As a psychoanalyst, I have learned to take fleeting impressions and thoughts seriously. They don’t tell us what a person is determined to do, but they do tell us what is buried in the mind – especially what people don’t want to know they know. And the fragmentary record along with self-doubt and confusion are also hallmarks of an unconscious process – a process struggling to remain unconscious. The Times and the Journal may think the Facebook poll isn’t really news, more of a prank. They may also believe it would be irresponsible to report it, an indirect way to promote a heinous idea. But my experience also tells me that ideas that are unacknowledged have an unfortunate tendency to live on.
What lends support to this thought is a host of recent corroborating events.

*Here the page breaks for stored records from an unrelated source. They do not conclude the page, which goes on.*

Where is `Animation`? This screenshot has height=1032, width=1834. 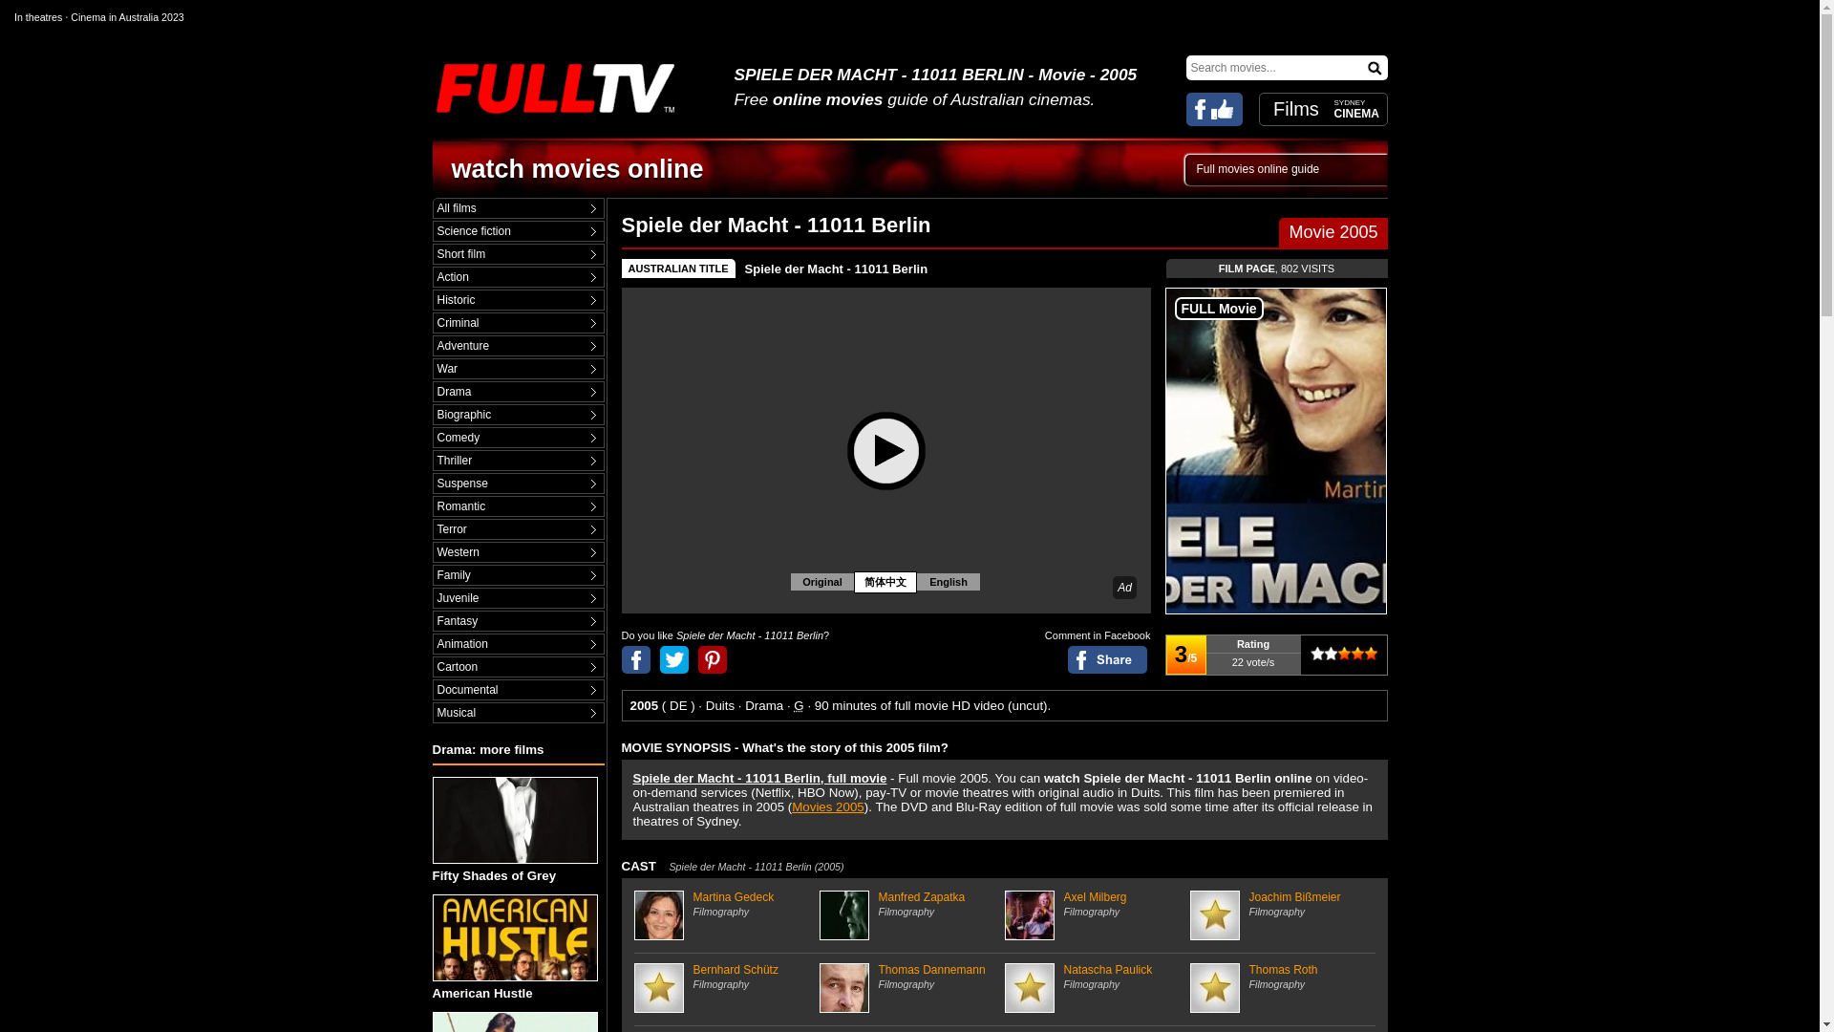 Animation is located at coordinates (518, 644).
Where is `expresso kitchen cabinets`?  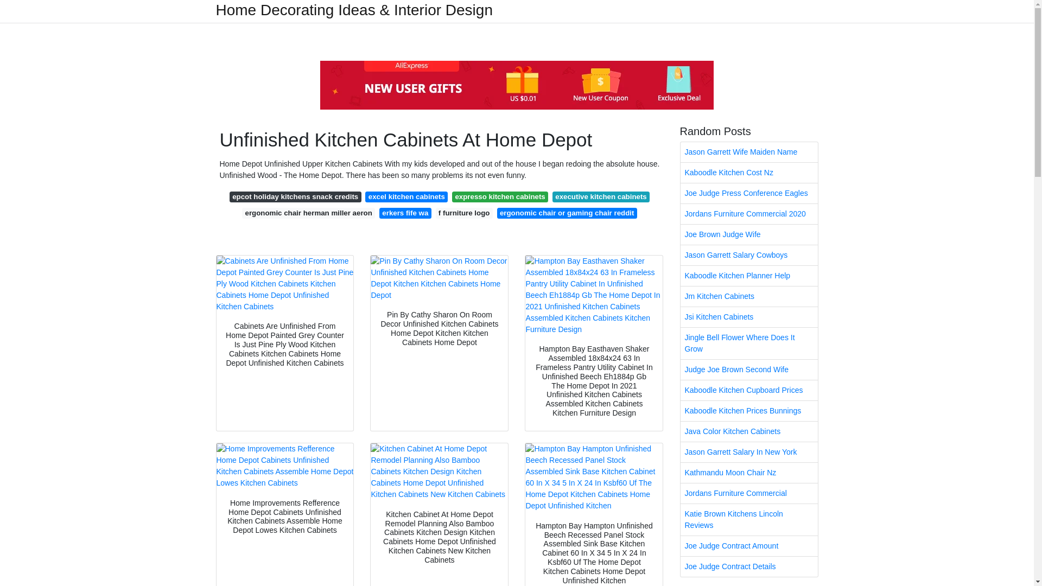 expresso kitchen cabinets is located at coordinates (500, 196).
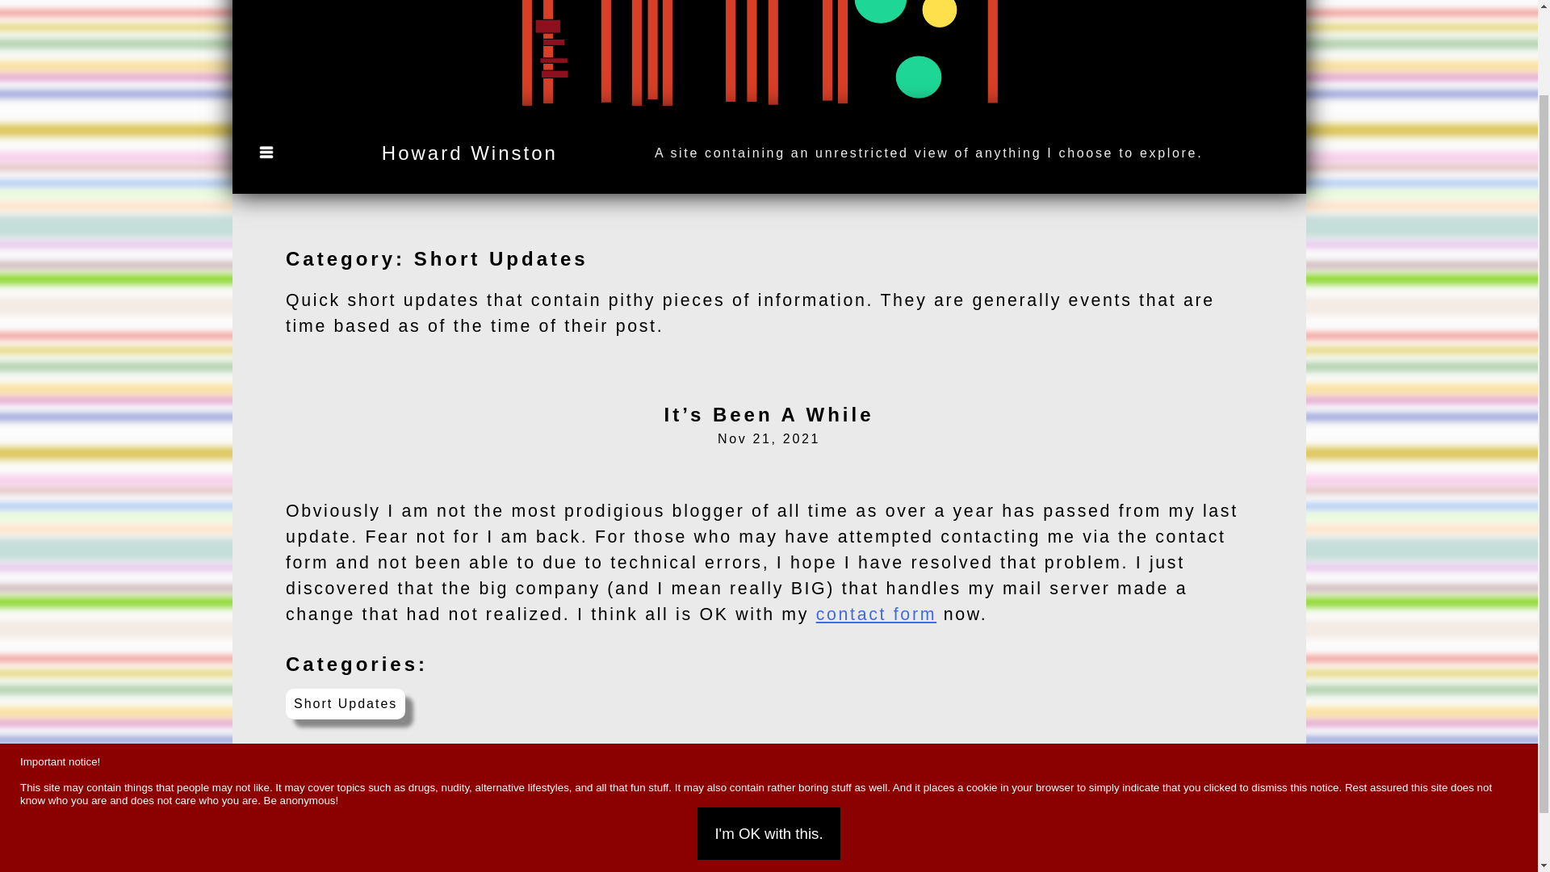 The image size is (1550, 872). I want to click on I'm OK with this., so click(768, 731).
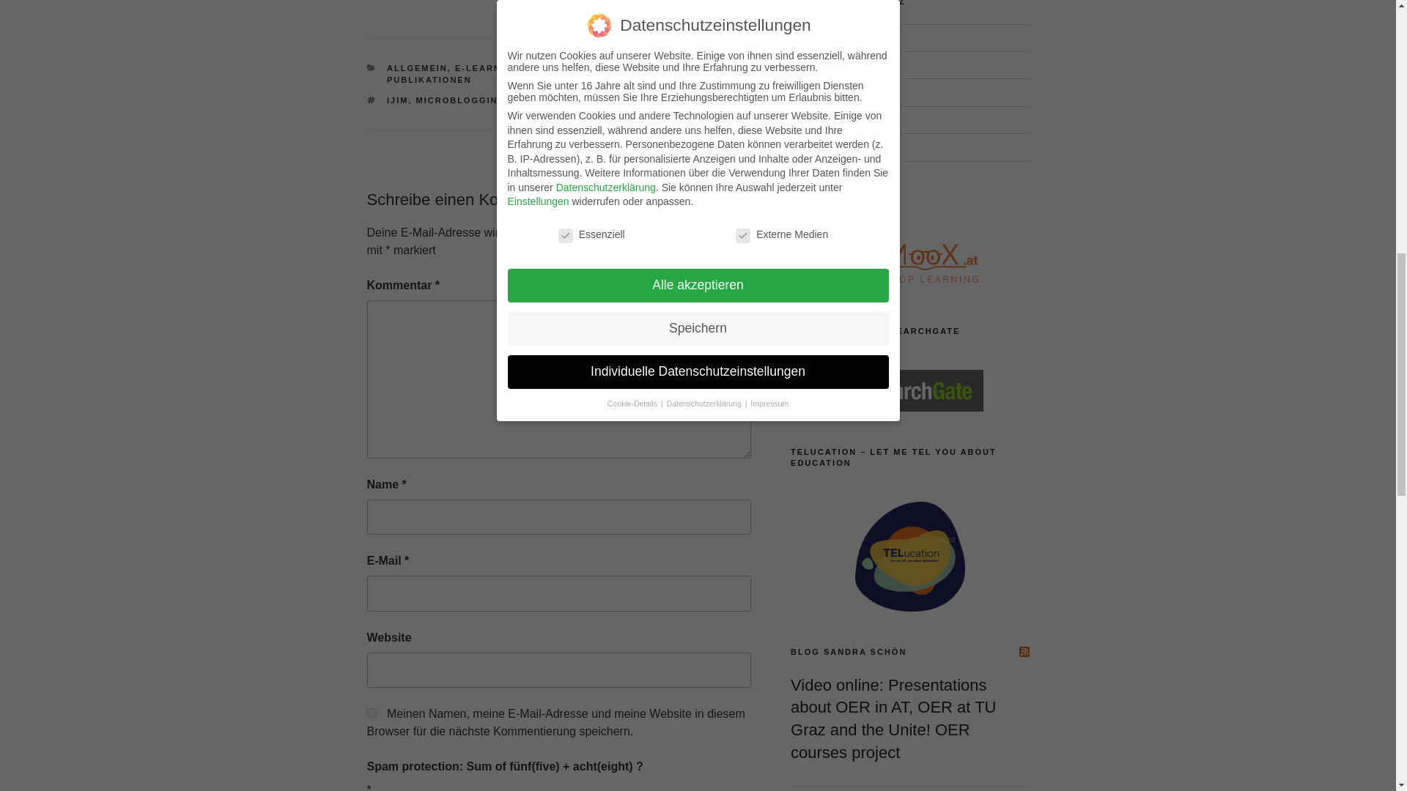 Image resolution: width=1407 pixels, height=791 pixels. Describe the element at coordinates (371, 712) in the screenshot. I see `yes` at that location.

Over the weekend, Trent Franks (R-Ariz) accused the president of being “an enemy of humanity.” (See Politico, “Franks: Obama is the “enemy of humanity.”) Two weeks ago, the House formally rebuked Joe Wilson (R-SC) for shouting “You lie” during the president’s address. Recently a US Census worker was brutally murdered.
I don’t worry about the president so much. I think the Secret Service does not discount “cranks” as readily as we tend to do. But I do worry about us, and the level of hatred and violence we are coming to accept. Shortly after the election, many expressed their fear that Obama would be assassinated, as Martin Luther King had been, and John F. and then Robert Kennedy. The idea of assassination is deeply embedded in our minds, a part of our political consciousness.
Fanatics may not get at the object of their hatred, but that does not stop them from getting at someone else, nearer to hand. And the first step is often to see them as less than human, a different species. That makes it easier to kill them.